The Trump administration did not invent this trend. The Biden administration laid substantial groundwork with chip export controls and the AI executive order. But the current administration has leaned into the national security framing harder and faster, and it is now producing situations like this one, where a San Francisco AI startup is being treated with the same regulatory seriousness as a defense contractor building submarine components.
The question nobody in Washington seems to want to answer out loud is where this ends. Every six months the frontier models get more capable. Are we going to slap export controls on every major model release indefinitely? What does a sustainable policy actually look like?
What This Means for the AI Industry
The practical effect for Anthropic's business is significant. Foreign companies that have been using Claude, Anthropic's commercially available model family, through the API will now have to determine whether Mythos 5 and Fable 5 fall under the licensing requirement and what that means for their operations. Compliance costs. Legal uncertainty. The general headache of operating at the intersection of a fast-moving technology and a slow-moving regulatory apparatus.
For the broader industry, this is a signal.
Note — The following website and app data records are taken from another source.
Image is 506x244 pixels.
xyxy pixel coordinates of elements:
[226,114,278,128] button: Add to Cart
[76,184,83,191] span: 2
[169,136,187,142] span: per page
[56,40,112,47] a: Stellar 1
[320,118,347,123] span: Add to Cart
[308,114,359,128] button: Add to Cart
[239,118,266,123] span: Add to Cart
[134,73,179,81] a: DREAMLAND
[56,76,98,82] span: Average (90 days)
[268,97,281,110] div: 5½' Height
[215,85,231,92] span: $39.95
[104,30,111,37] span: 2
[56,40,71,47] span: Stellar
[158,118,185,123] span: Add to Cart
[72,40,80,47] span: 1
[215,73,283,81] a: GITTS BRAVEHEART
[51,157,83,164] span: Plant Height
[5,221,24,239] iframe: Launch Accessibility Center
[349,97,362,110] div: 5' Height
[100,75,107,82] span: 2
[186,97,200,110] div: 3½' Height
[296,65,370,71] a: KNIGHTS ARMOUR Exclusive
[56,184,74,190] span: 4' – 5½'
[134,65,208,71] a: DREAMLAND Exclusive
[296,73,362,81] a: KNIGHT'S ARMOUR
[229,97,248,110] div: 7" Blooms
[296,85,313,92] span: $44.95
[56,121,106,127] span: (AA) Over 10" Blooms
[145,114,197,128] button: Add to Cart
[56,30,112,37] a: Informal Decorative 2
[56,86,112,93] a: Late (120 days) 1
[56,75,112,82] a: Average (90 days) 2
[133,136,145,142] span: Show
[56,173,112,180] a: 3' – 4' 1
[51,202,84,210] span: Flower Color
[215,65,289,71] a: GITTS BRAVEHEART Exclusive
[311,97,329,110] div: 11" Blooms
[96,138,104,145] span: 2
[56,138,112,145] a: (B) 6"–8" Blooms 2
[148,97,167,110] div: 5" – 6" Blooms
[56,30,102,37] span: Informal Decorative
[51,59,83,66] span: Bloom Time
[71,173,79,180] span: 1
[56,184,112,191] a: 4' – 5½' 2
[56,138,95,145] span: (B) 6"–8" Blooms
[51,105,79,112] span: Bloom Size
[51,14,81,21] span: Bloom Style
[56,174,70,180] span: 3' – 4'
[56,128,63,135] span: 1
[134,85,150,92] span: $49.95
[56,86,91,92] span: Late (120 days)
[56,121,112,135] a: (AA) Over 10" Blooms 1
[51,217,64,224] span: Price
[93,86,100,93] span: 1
If Anthropic, which has been meticulously careful about safety and government relations, can end up simultaneously Pentagon-blacklisted and Commerce-controlled, no frontier AI lab is safe from this kind of regulatory whiplash. OpenAI, Google DeepMind, Meta AI, all of them are watching this unfold and quietly calling their regulatory affairs teams.
The Dingo Take
Let's be honest about what the Trump administration has done here. They have constructed a policy position that manages to be maximally restrictive while being minimally coherent. Anthropic's best AI is too dangerous for America's enemies. Also too dangerous for America's military. The logical conclusion of this framework, if you follow it out, is that the technology should not exist at all, but nobody is saying that because the administration is also simultaneously claiming American AI dominance as a geopolitical victory. You cannot have all three of those positions at once.
The deeper problem is that Washington is making up AI policy in real time, agency by agency, letter by letter, with no overarching framework that anyone has actually committed to. The Pentagon blacklist and the Commerce licensing regime appear to reflect entirely different threat assessments of the same technology, and the fact that nobody caught this contradiction before Lutnick sent his letter suggests the interagency coordination on AI policy is basically nonexistent. That is a genuinely scary thing when the stakes are this high.
Anthropological could be forgiven for feeling like they did everything right and got punished for it anyway. They built something powerful. They were transparent about it. They flagged the risks themselves, repeatedly, publicly, in writing. And the government's response has been to treat them like a problem to be contained. If that's the lesson the rest of Silicon Valley takes from this, the age of voluntary AI safety cooperation with Washington is going to be very short indeed.